Photo of Douglas A. McIntyre
About the Author Douglas A. McIntyre →

Douglas A. McIntyre is the co-founder, chief executive officer and editor in chief of 24/7 Wall St. and 24/7 Tempo. He has held these jobs since 2006.

McIntyre has written thousands of articles for 24/7 Wall St. He is an expert on corporate finance, the automotive industry, media companies and international finance. He has edited articles on national demographics, sports, personal income and travel.

His work has been quoted or mentioned in The New York Times, The Wall Street Journal, Los Angeles Times, The Washington Post, NBC News, Time, The New Yorker, HuffPost USA Today, Business Insider, Yahoo, AOL, MarketWatch, The Atlantic, Bloomberg, New York Post, Chicago Tribune, Forbes, The Guardian and many other major publications. McIntyre has been a guest on CNBC, the BBC and television and radio stations across the country.

A magna cum laude graduate of Harvard College, McIntyre also was president of The Harvard Advocate.
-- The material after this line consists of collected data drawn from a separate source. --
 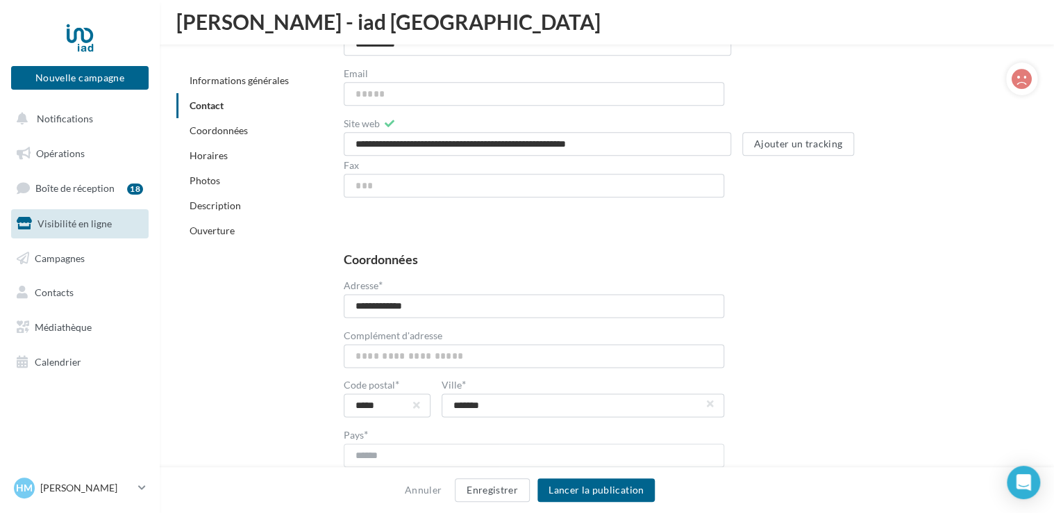 I want to click on label: Email, so click(x=356, y=74).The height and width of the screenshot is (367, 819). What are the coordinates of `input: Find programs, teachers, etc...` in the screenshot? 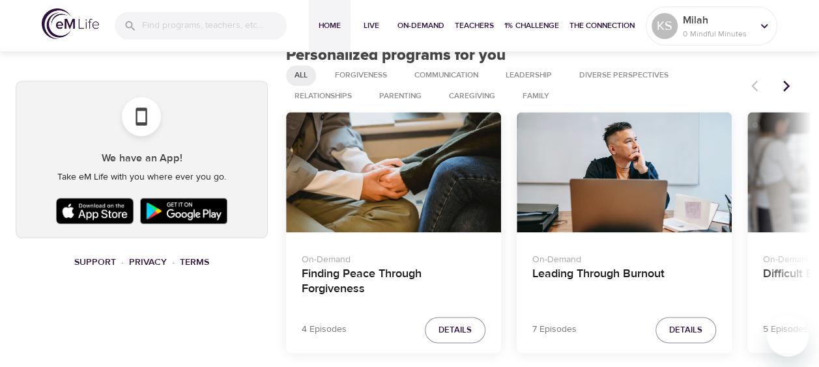 It's located at (214, 25). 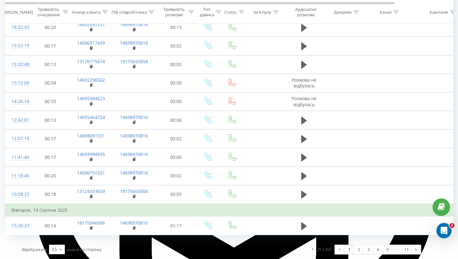 I want to click on div: Канал, so click(x=386, y=12).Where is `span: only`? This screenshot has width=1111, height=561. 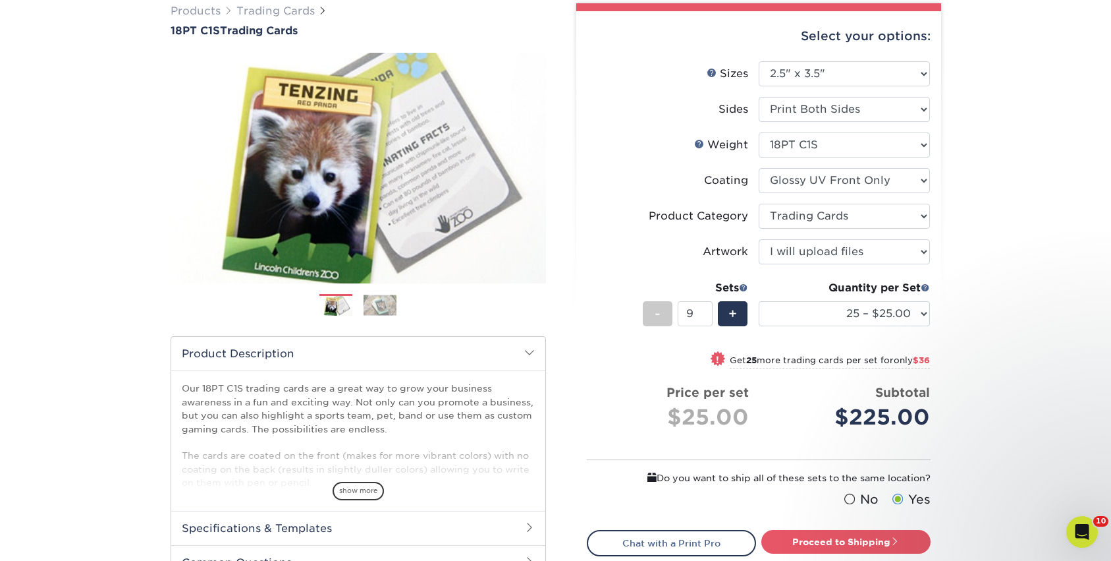 span: only is located at coordinates (912, 360).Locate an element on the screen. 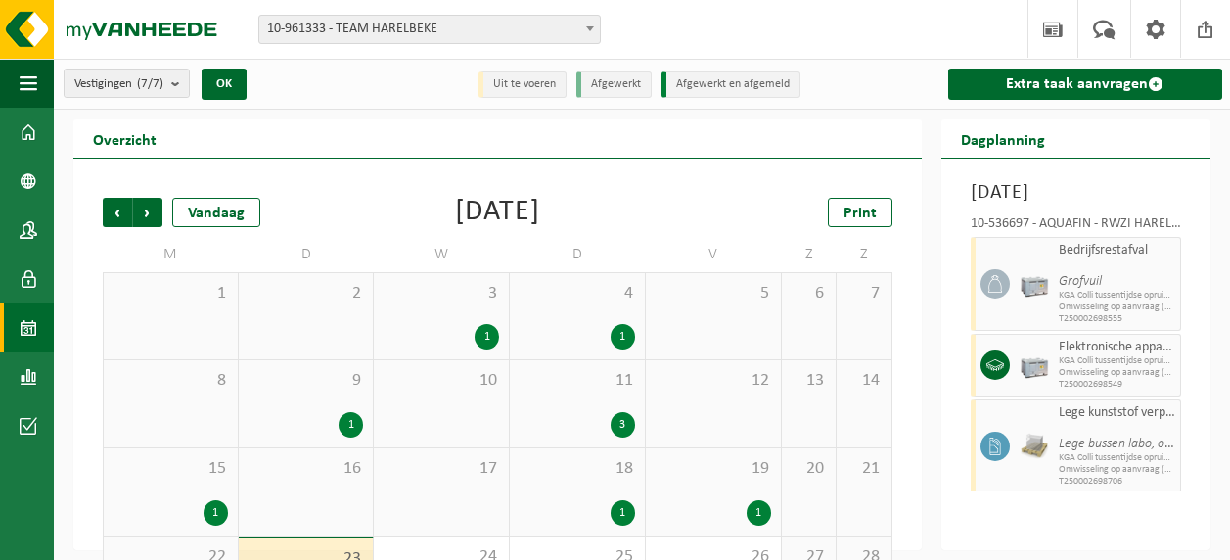 Image resolution: width=1230 pixels, height=560 pixels. td: W is located at coordinates (441, 254).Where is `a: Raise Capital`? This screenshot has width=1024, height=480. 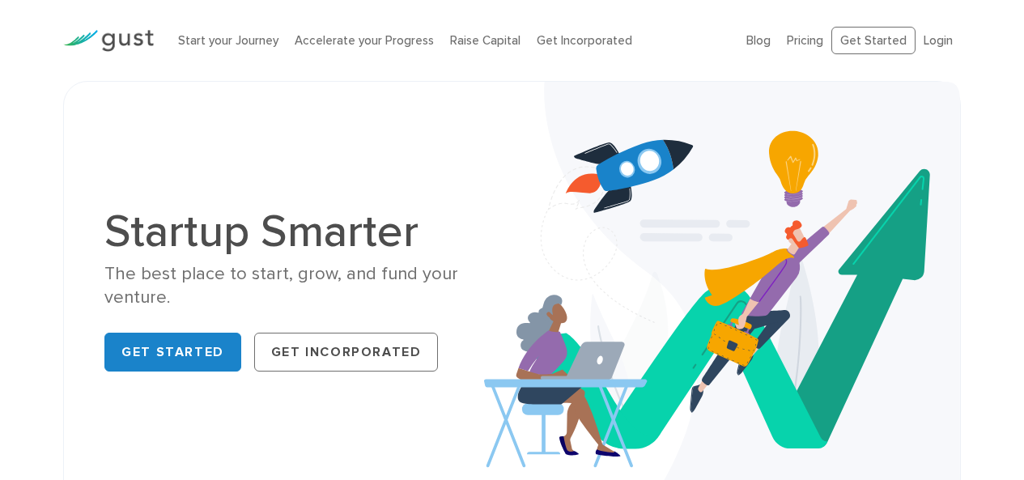
a: Raise Capital is located at coordinates (485, 40).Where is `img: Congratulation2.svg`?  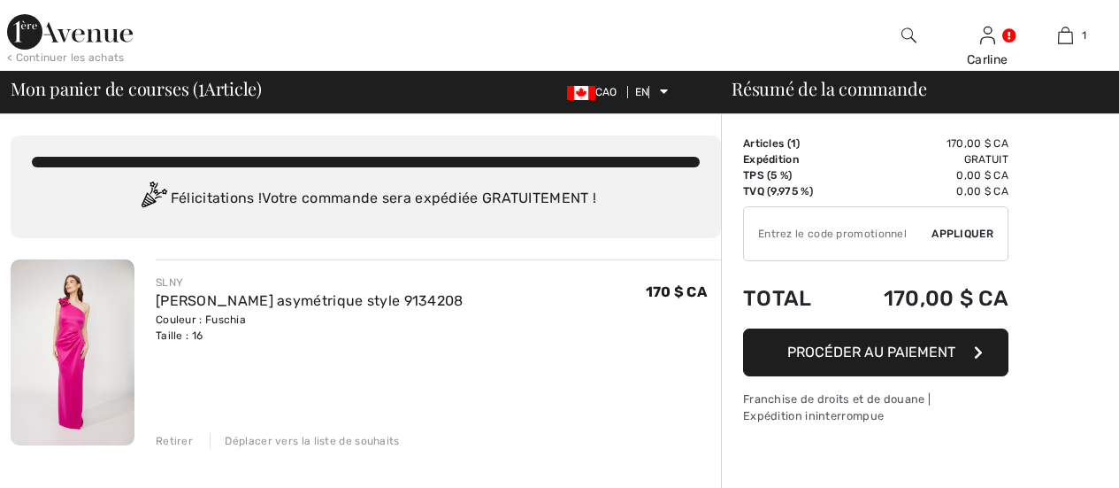 img: Congratulation2.svg is located at coordinates (153, 199).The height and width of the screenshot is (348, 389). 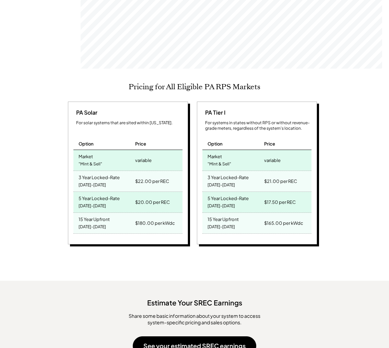 What do you see at coordinates (85, 113) in the screenshot?
I see `div: PA Solar` at bounding box center [85, 113].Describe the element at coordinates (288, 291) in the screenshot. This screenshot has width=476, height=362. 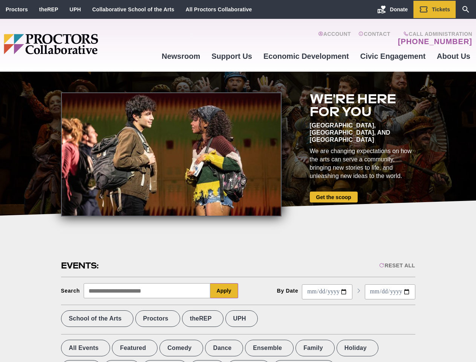
I see `div: By Date` at that location.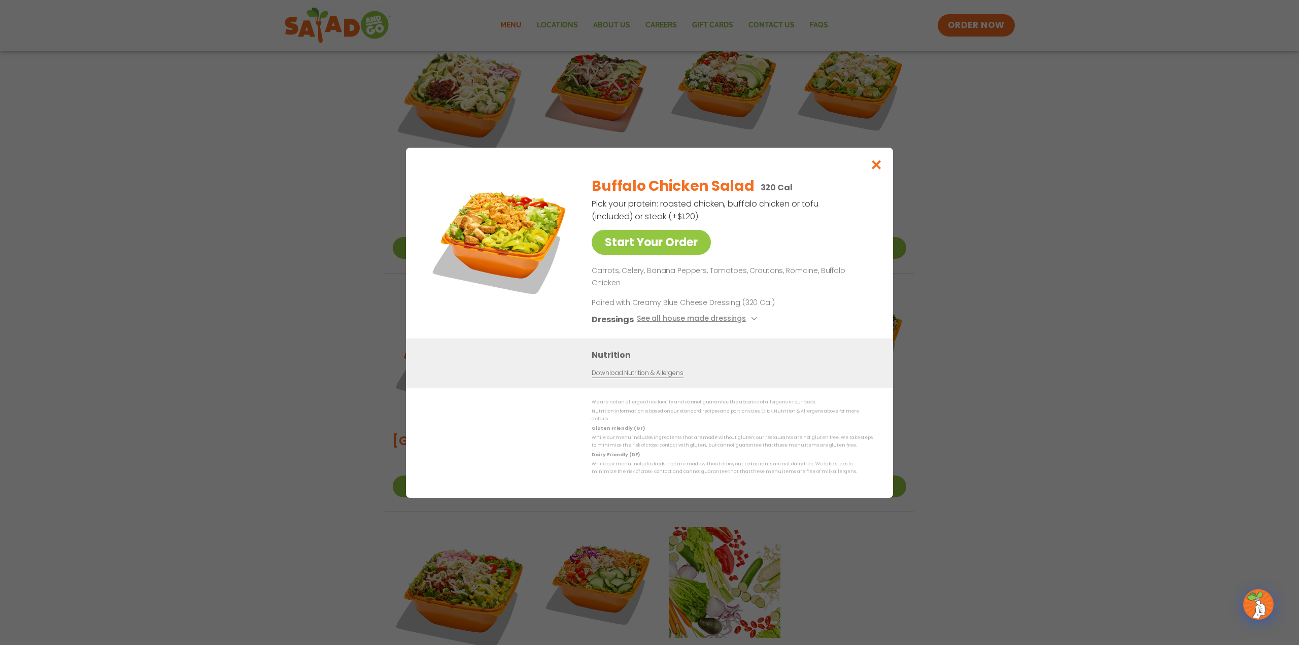  What do you see at coordinates (730, 277) in the screenshot?
I see `p: Carrots, Celery, Banana Peppers, Tomatoes, Croutons, Romaine, Buffalo Chicken` at bounding box center [730, 277].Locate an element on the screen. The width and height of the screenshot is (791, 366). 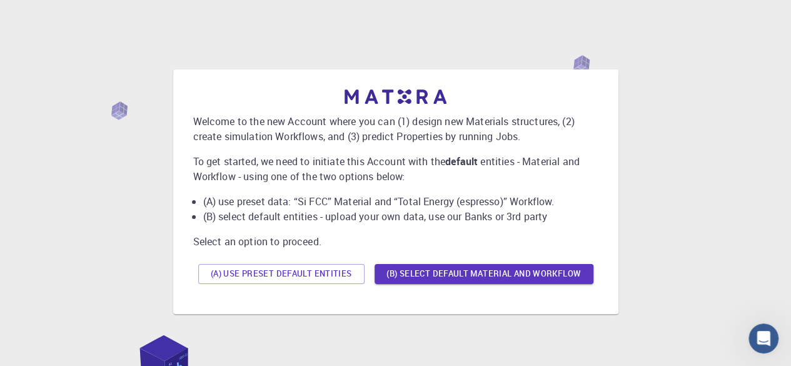
p: Welcome to the new Account where you can (1) design new Materials structures, (2) create simulati... is located at coordinates (396, 129).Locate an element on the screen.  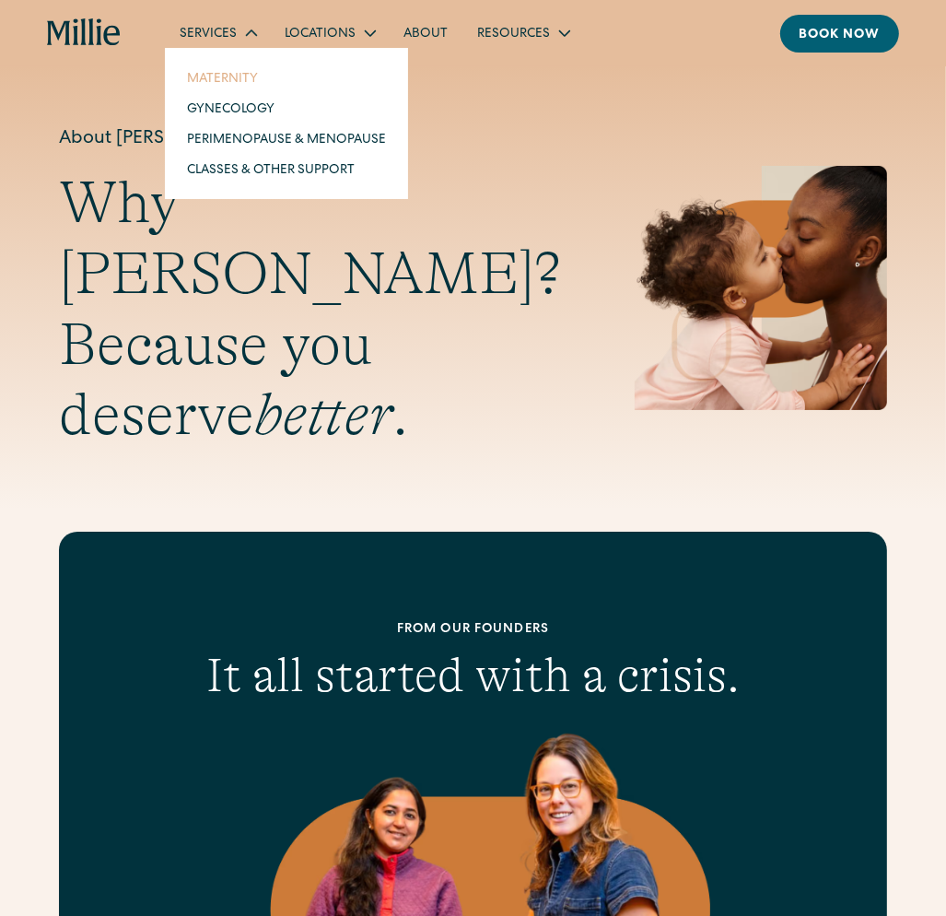
nav: Services is located at coordinates (287, 123).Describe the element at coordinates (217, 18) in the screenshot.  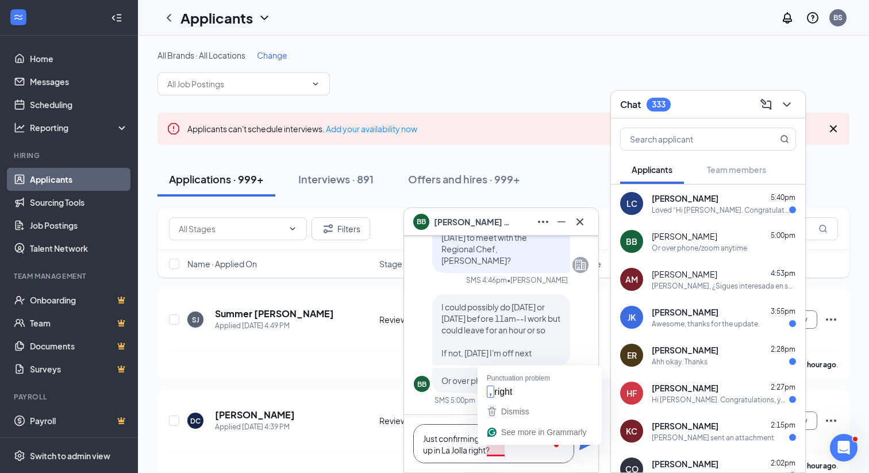
I see `h1: Applicants` at that location.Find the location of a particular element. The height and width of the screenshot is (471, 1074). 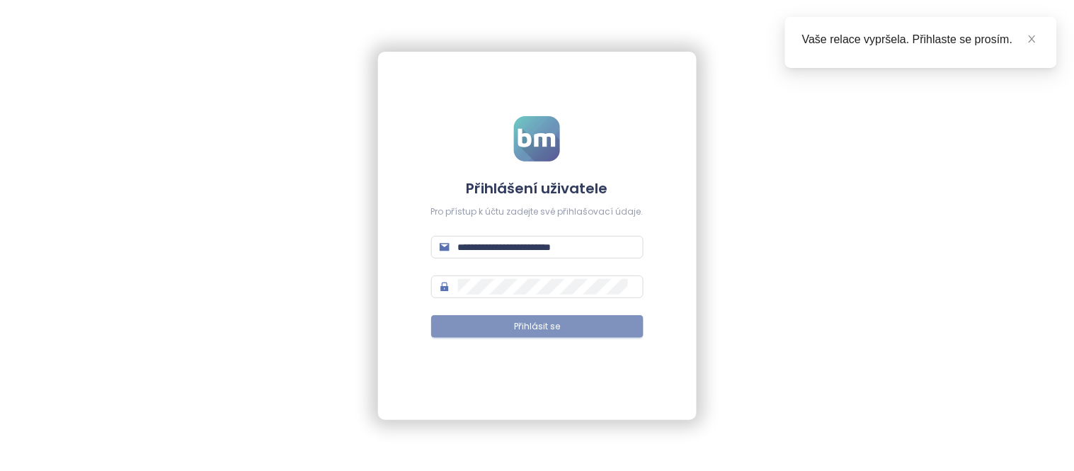

span: close is located at coordinates (1032, 39).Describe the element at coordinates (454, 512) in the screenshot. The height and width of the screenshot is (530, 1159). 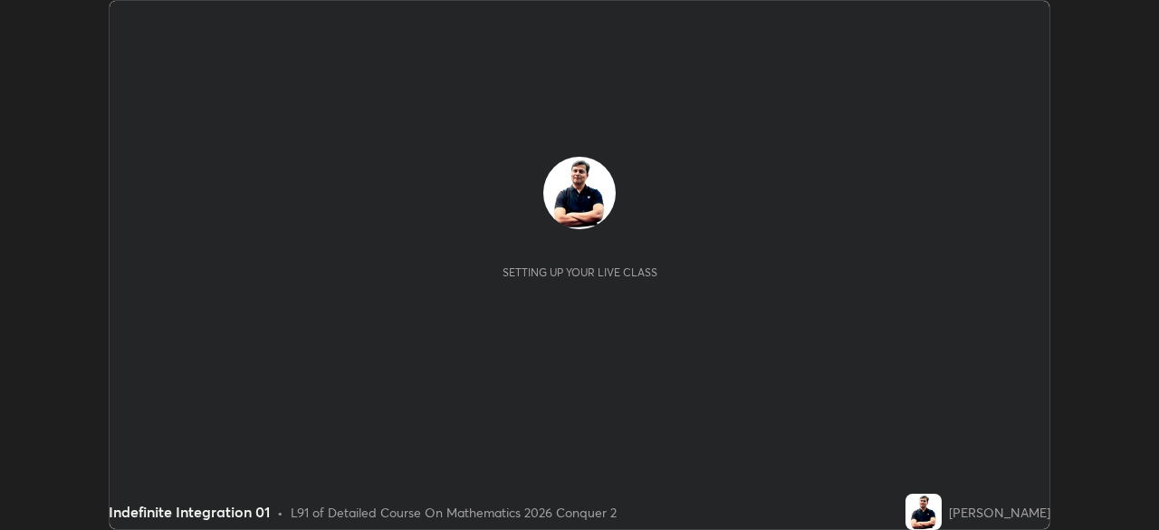
I see `div: L91 of Detailed Course On Mathematics 2026 Conquer 2` at that location.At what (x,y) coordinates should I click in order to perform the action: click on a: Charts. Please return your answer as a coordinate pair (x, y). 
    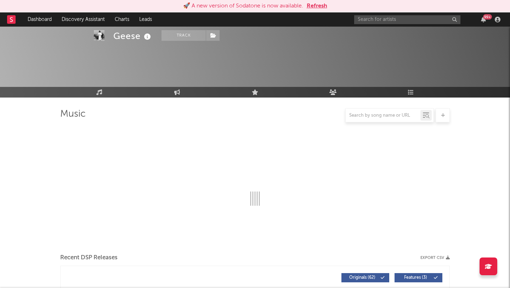
    Looking at the image, I should click on (122, 19). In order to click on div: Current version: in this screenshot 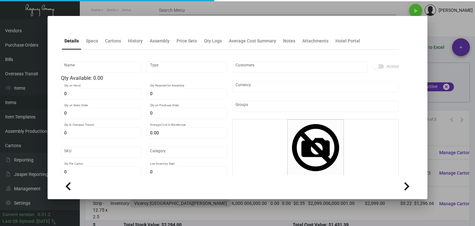, I will do `click(19, 215)`.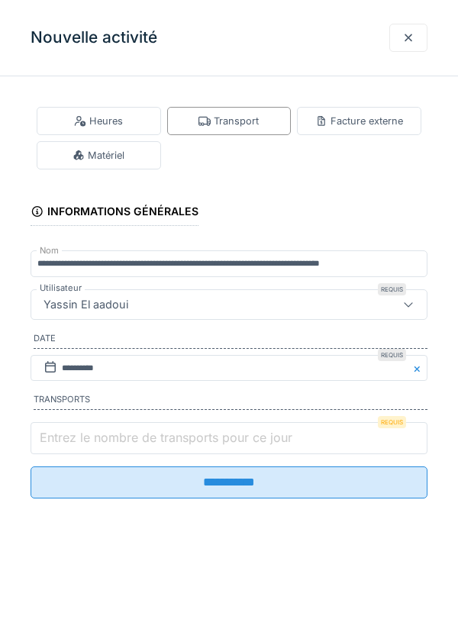 Image resolution: width=458 pixels, height=629 pixels. I want to click on div: Transport, so click(228, 121).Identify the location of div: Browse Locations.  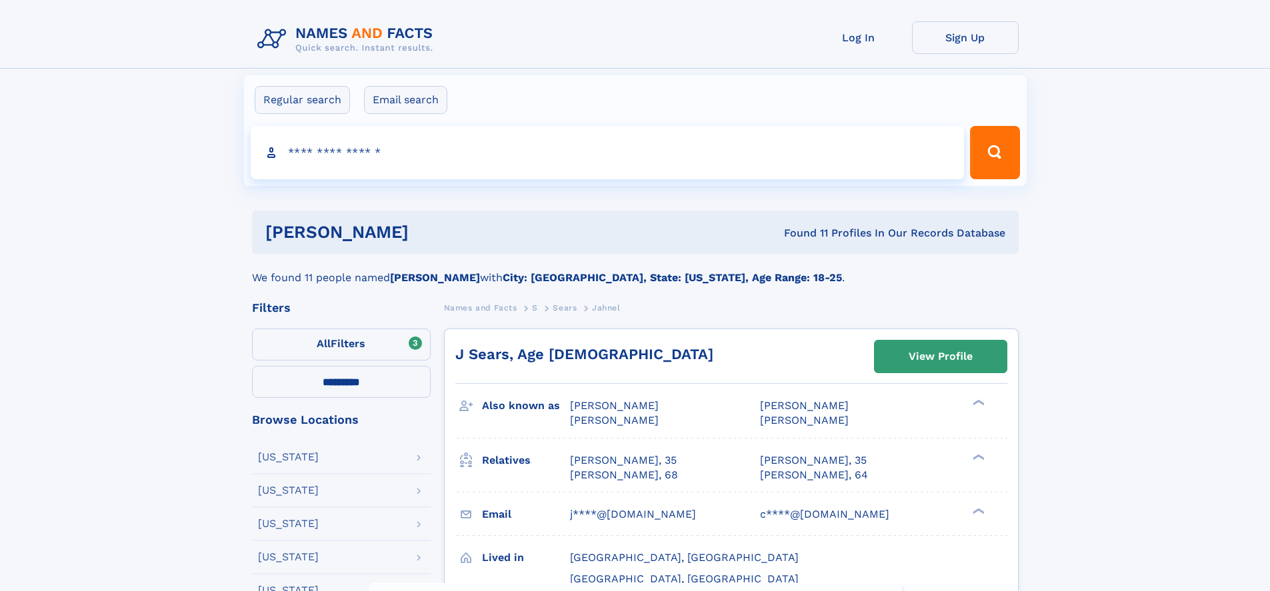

Founded in 1866, the Advocate is the oldest college publication in the United States.

TheStreet.com, Comps.com and Edgar Online are some of the public companies for which McIntyre served on the board of directors. He was a Vicinity Corporation board member when the company was sold to Microsoft in 2002. He served on the audit committees of some of these companies.

McIntyre has been the CEO of FutureSource, a provider of trading terminals and news to commodities and futures traders. He was president of Switchboard, the online phone directory company. He served as chairman and CEO of On2 Technologies, the video compression company that provided video compression software for Adobe’s Flash. Google bought On2 in 2009.